See but their mermaids, with
their tails of fish,
Reeking at church over the
chafing-dish!
A vestal turf, enshrin’d
in earthen ware,
Fumes through the loopholes
of a wooden square;
Each to the temple with these
altars tend,
But still does place it at
her western end;
While the fat steam of female
sacrifice
Fills the priest’s nostrils,
and puts out his eyes.
Not all the poets, however, abused the Dutch. John Hagthorpe, in his England’s Exchequer in 1625 (written before the war: hence, perhaps, his kindness) thus addressed the “hollow land":—
Fair Holland, had’st
thou England’s chalky rocks,
To gird thy watery
waist; her healthful mounts,
With tender grass to feed
thy nibbling flocks:
Her pleasant groves,
and crystalline clear founts,
Most happy should’st
thou be by just accounts,
That in thine
age so fresh a youth do’st feel
Though flesh of
oak, and ribs of brass and steel.
But what hath prudent mother
Nature held
From thee—that
she might equal shares impart
Unto her other sons—that’s
not compell’d
To be the guerdons
of thy wit and art?
And industry, that brings
from every part
Of every thing
the fairest and the best,
Like the Arabian
bird to build thy nest?
Like the Arabian bird thy
nest to build,
With nimble wings
thou flyest for Indian sweets,
And incense which the Sabaan
forests yield,
And in thy nest
the goods of each pole meets,—
Which thy foes hope, shall
serve thy funeral rites—
But thou more
wise, secur’d by thy deep skill,
Dost build on
waves, from fires more safe than hill.
To return to the severer critics—in 1664 was published a little book called The Dutch Drawn to the Life, a hostile work not improbably written with the intention of exciting English animosity to the point of war. A great deal was made of the success of the Dutch fisheries and the mismanagement of our own. The nation was criticised in all its aspects—“well nigh three millions of men, well-proportioned, great lovers of our English beer”. The following passage on the drinking capacity of the Dutch would have to be modified to-day:—
By their Excise, which riseth with their charge, the more money they pay, the more they receive again, in that insensible but profitable way: what is exhaled up in clouds, falls back again in showers: what the souldier receives in pay, he payes in Drink: their very enemies, though they hate the State, yet love their liquor, and pay excise: the most idle, slothful, and most improvident, that selleth his blood for drink, and his flesh for bread, serves at his own charge, for every pay day he payeth his sutler, and he the common purse.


> [What the exercise asks]:
Keep the images out while you set down the data exactly.

[Records for this exercise — start]

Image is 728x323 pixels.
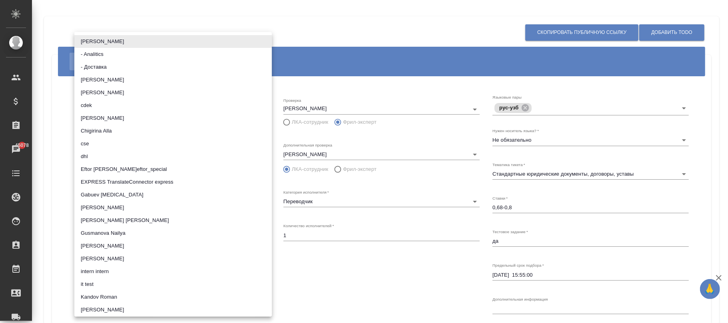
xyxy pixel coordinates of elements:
[74,304,272,317] li: [PERSON_NAME]
[74,176,272,189] li: EXPRESS TranslateConnector express
[74,150,272,163] li: dhl
[74,125,272,138] li: Chigirina Alla
[74,35,272,48] li: [PERSON_NAME]
[74,278,272,291] li: it test
[74,291,272,304] li: Kandov Roman
[74,138,272,150] li: cse
[74,163,272,176] li: Eftor [PERSON_NAME]eftor_special
[74,265,272,278] li: intern intern
[74,227,272,240] li: Gusmanova Nailya
[74,201,272,214] li: [PERSON_NAME]
[74,214,272,227] li: [PERSON_NAME] [PERSON_NAME]
[74,253,272,265] li: [PERSON_NAME]
[74,112,272,125] li: [PERSON_NAME]
[74,48,272,61] li: - Analitics
[74,99,272,112] li: cdek
[74,189,272,201] li: Gabuev [MEDICAL_DATA]
[74,61,272,74] li: - Доставка
[74,240,272,253] li: [PERSON_NAME]
[74,74,272,86] li: [PERSON_NAME]
[74,86,272,99] li: [PERSON_NAME]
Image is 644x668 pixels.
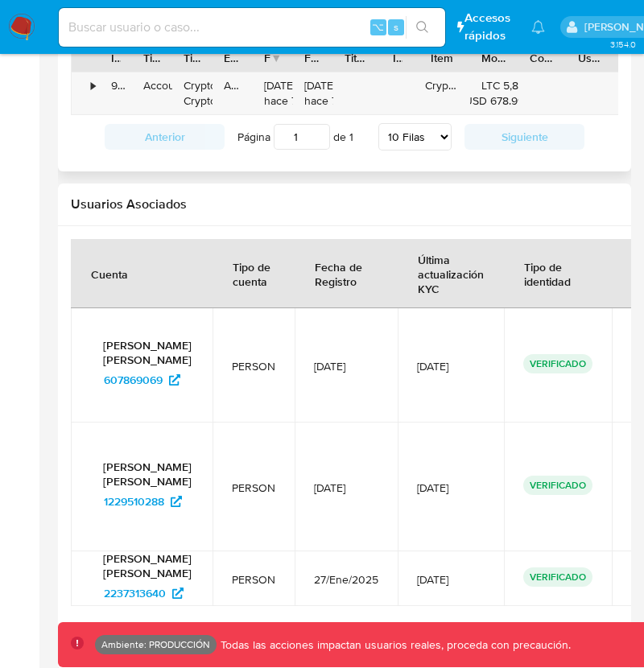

[Records for this exercise — finish]

> [Expected answer]:
Image is 728x323 pixels.
xyxy pixel coordinates of elements:
[74,304,272,317] li: [PERSON_NAME]
[74,176,272,189] li: EXPRESS TranslateConnector express
[74,150,272,163] li: dhl
[74,125,272,138] li: Chigirina Alla
[74,35,272,48] li: [PERSON_NAME]
[74,278,272,291] li: it test
[74,291,272,304] li: Kandov Roman
[74,138,272,150] li: cse
[74,163,272,176] li: Eftor [PERSON_NAME]eftor_special
[74,265,272,278] li: intern intern
[74,227,272,240] li: Gusmanova Nailya
[74,201,272,214] li: [PERSON_NAME]
[74,214,272,227] li: [PERSON_NAME] [PERSON_NAME]
[74,253,272,265] li: [PERSON_NAME]
[74,112,272,125] li: [PERSON_NAME]
[74,48,272,61] li: - Analitics
[74,99,272,112] li: cdek
[74,189,272,201] li: Gabuev [MEDICAL_DATA]
[74,61,272,74] li: - Доставка
[74,240,272,253] li: [PERSON_NAME]
[74,74,272,86] li: [PERSON_NAME]
[74,86,272,99] li: [PERSON_NAME]
Image is 644x668 pixels.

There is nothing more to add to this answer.